Pakistan Embassy staffer shot at in Kathmandu

April 14th, 2011 - 1:42 pm ICT by IANS  

Kathmandu, April 14 (IANS) A 36-year-old Pakistani national, employed at the Pakistani Embassy in Kathmandu, survived a day-light bid on his life Thursday, within three days of a Nepali minister facing a similar attack.

M. Asif, 36, was attacked by two men riding a motorcycle in a busy area of the capital Thursday, when Nepal celebrated the start of the indigenous new year.

Police, quoting eyewitnesses, said Asif was shot four times in quick succession by the pillion rider in the Vasundhara area of the city around 9 a.m., close to both his residence as well as the Pakistani Embassy.

He received a bullet in the arm and was rushed to the Tribhuvan University Teaching Hospital where he was declared out of danger.

Police said five people had been arrested soon after the incident and investigations were on.

The shooting is the latest in a series of audacious attacks in the capital this week that saw an Indian trader die in a gun raid in his own shop and a Nepali minister survive a knife attack close to his own residence.

On Sunday, Anjani Kumar Chachan, an Indian trader dealing in leather goods in Nepal, was killed in his shop, A V Enterprises, in Ganabahal, one of the busiest commercial areas of the capital. It triggered an outcry by Nepal’s business community that forced the police authority to pledge that Chachan’s killers would be found within 10 days.
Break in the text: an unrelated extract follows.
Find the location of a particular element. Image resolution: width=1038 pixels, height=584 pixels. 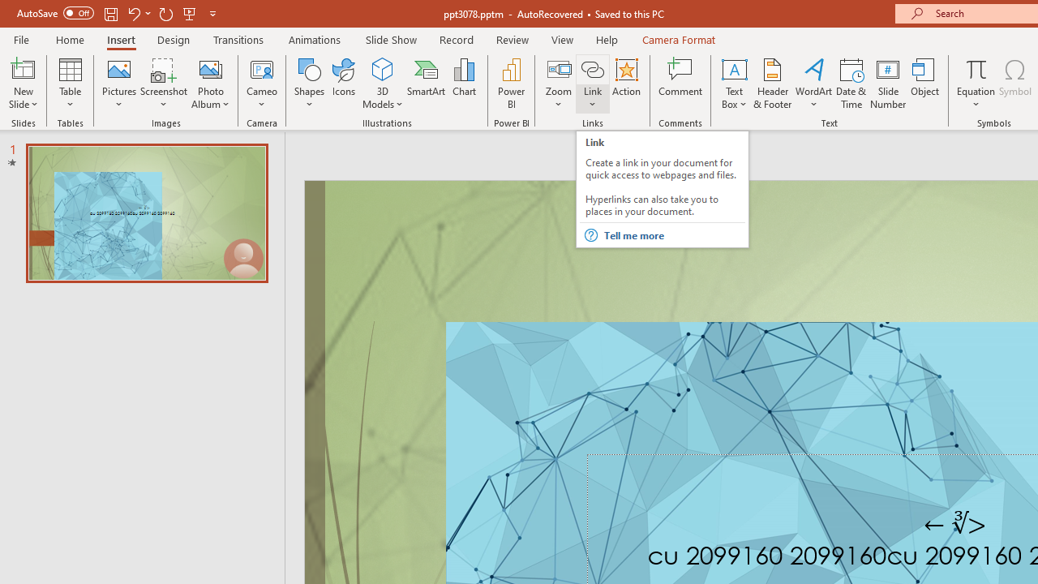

On Monday, newly named Nepali Energy Minister Gokarna Bista was hacked at by two motor-cycle borne assailants near his residence in the Samakhushi area, receiving gashes on the head and hand.

There were no immediate comments from the Pakistani Embassy to Thursday’s attack.

In the past, the embassy had been embroiled in controversies with at least two employees, including a first secretary, being accused of being involved in criminal activities.

Nepal deported Pakistani first secretary Mohammad Arshad Cheema and Asam Saboor, a clerk at the embassy, after the first was caught with RDX, used for making explosives, at his residence in the capital, and the latter with banned Indian currency.

Cheema was also alleged to have been involved in the hijack of an Indian Airlines flight from Kathmandu to New Delhi by Islamic militants who killed one of the passengers.

There have also been allegations that Pakistan’s intelligence agency ISI was working through the Pakistani Embassy in Kathmandu to abet the smuggling of counterfeit Indian currency and terror activities targeting Indian cities.